Wednesday, October 14, 2009

Mid-October, 1869

On October 12, Dickinson learned that the dead man on the road was Fleishman, but he was warned not to retrieve the body. Dickinson held an inquest and the jury quickly returned the usual verdict of "killed by unknown." Only the next day was Fleishman's body recovered and his identity confirmed.

After Billy Coker, Jack Myrick, and Edward Alderman disappeared, violence continued only sporadically. A few freedmen's houses were shot at or broken into. A black woman, Lucy Griffen was "attacked three times on the street and frightened." Warnings were circulated that "a crowd had determined to kill" Matt Nickels's surviving daughter. Dickinson remained vigilant. Once, he reported seeing someone at his windows around midnight. Another time, he received a warning that Jack Myrick was on his track.

By mid-October news of the horrific events in Jackson County had begun spread. From Washington, both Congressman Charles M. Hamilton and State Senator William J. Purman reacted to Dickinson's letters reporting the violence. Purman confided to Dickinson that his "remedy" for the "bloody ills" of Jackson County was to dispatch "a battalion of colored militia." Then, he wrote, "the vermin and demons would leave for Texas and Hell" and "all good people would then find safety for their lives and property." Hamilton gave a statement to the press representing "a bad condition of affairs" with "eleven attempted or successful assassinations of prominent men since last spring." He feared going back to Jackson County since, he believed, there was a "strong probability" should he return "that his life will pay the penalty of his politics."

At the same time, an IRS assessor visiting Marianna, who had been threatened by Coker, reported to his supervisor that Jackson and Washington counties were "under the control of an armed mob" that prevented "the execution of the internal revenue laws." This report was printed in newspapers across the country. With a federal official fearing for his life and prevented from carrying out his duty, pressure begin to build for the dispatch of federal troops into Jackson County.

This account is adapted from my forthcoming narrative history, The Jackson County War, to be published shortly.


What you are asked to do:
Each line of the data below that contains "Upload" must be copied.

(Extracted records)

-----

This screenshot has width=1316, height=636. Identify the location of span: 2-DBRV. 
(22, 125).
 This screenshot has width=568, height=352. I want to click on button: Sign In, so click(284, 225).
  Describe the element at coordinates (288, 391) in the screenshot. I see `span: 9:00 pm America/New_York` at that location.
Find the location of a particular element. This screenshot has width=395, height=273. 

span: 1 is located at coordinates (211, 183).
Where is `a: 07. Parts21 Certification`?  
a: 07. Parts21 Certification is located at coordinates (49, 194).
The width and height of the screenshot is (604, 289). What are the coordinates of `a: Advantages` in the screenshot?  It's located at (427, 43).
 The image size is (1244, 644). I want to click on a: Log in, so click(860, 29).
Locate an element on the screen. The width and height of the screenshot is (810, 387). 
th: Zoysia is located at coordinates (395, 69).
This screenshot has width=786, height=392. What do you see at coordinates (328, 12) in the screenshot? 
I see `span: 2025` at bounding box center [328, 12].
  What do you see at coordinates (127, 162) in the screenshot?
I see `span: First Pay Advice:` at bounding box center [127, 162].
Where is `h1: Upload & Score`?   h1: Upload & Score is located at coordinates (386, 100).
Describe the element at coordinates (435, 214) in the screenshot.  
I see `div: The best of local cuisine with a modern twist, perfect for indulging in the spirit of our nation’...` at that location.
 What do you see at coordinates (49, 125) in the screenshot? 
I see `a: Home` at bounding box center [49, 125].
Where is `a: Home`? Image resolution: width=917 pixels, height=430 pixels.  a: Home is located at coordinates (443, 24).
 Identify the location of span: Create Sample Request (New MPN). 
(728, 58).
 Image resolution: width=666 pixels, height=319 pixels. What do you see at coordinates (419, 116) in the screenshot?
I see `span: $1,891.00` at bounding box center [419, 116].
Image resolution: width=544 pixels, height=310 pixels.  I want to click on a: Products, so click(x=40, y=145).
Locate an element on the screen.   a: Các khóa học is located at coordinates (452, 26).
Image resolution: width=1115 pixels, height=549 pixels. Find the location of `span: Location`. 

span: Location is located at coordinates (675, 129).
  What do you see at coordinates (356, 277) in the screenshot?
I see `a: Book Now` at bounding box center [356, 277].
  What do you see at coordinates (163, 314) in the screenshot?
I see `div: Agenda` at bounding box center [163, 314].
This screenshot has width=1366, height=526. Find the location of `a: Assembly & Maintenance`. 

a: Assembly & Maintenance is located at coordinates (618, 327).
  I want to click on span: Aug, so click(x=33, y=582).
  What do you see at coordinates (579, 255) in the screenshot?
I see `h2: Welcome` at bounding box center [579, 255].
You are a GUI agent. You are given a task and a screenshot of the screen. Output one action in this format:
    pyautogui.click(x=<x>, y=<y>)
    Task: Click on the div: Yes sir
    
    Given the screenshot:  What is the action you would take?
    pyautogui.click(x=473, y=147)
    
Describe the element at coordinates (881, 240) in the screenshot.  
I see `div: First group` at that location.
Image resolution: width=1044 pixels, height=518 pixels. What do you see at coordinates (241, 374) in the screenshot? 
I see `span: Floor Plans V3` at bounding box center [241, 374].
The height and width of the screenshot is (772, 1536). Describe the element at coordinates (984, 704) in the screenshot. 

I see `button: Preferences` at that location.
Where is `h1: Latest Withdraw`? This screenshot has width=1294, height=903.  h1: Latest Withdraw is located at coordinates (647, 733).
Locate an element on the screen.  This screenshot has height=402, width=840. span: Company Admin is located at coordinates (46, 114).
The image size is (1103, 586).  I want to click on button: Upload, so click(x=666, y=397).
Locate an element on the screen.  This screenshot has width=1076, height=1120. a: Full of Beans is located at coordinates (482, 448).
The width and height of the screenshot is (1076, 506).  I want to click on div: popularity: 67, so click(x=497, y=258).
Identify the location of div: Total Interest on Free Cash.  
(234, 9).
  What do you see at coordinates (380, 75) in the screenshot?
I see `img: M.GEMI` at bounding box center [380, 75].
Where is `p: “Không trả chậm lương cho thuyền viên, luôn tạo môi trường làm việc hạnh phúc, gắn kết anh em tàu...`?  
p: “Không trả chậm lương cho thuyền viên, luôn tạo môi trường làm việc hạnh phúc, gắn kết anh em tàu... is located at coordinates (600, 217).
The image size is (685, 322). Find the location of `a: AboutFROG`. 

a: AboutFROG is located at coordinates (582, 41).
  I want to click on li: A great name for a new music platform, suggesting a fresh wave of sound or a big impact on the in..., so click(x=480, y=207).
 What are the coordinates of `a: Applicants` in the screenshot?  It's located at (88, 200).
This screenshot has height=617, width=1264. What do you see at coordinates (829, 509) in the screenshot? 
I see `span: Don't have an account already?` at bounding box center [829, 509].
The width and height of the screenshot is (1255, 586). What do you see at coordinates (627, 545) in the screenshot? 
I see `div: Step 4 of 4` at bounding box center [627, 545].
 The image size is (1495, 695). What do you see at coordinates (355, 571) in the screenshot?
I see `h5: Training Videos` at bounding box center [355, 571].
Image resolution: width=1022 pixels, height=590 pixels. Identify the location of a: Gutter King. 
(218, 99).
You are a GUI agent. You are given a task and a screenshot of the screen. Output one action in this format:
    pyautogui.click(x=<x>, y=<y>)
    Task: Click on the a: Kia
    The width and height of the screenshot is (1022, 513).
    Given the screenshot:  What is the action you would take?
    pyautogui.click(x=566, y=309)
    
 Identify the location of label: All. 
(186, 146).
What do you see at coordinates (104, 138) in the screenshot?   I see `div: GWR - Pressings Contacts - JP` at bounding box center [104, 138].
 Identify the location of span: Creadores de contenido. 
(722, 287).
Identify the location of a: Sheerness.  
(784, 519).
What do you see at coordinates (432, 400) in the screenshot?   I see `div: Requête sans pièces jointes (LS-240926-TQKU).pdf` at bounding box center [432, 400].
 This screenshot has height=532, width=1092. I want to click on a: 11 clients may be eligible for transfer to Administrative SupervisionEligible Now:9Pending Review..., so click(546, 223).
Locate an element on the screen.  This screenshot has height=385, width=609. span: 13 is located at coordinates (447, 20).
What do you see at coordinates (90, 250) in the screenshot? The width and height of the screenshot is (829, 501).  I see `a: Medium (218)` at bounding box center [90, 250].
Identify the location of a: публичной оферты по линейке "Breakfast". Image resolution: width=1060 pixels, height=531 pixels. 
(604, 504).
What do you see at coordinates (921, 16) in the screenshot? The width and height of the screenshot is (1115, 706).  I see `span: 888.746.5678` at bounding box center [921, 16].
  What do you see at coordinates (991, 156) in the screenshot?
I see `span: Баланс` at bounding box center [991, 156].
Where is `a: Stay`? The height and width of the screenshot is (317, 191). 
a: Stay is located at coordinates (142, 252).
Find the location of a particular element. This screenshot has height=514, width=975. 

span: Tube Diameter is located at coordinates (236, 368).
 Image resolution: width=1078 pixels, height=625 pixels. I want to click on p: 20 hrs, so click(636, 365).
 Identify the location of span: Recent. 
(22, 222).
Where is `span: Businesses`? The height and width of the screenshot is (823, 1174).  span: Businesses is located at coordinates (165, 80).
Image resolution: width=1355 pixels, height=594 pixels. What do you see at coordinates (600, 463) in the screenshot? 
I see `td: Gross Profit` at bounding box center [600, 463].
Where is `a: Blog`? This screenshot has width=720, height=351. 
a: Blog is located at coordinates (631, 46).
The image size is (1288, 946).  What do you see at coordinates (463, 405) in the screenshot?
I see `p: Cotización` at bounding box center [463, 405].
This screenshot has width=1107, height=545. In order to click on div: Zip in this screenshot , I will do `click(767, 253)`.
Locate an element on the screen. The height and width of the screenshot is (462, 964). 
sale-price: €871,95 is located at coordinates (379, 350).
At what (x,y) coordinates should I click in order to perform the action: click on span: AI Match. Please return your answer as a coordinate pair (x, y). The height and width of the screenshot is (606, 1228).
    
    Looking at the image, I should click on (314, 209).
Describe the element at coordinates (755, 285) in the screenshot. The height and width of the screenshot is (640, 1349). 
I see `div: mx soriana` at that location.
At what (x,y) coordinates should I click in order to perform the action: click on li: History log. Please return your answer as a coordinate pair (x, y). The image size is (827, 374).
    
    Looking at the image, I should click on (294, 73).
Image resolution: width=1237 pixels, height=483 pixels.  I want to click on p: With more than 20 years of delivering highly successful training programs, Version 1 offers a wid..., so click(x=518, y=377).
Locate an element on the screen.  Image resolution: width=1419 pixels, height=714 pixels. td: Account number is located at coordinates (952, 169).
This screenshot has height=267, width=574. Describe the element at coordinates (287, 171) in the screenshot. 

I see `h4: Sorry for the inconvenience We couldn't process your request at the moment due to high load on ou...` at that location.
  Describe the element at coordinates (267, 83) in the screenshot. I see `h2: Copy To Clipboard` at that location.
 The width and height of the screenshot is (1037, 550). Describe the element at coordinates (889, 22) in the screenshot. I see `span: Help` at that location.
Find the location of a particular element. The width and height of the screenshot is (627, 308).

-----

Reply:
Where is `h1: Upload & Score`?   h1: Upload & Score is located at coordinates (386, 100).
The image size is (1103, 586).  I want to click on button: Upload, so click(x=666, y=397).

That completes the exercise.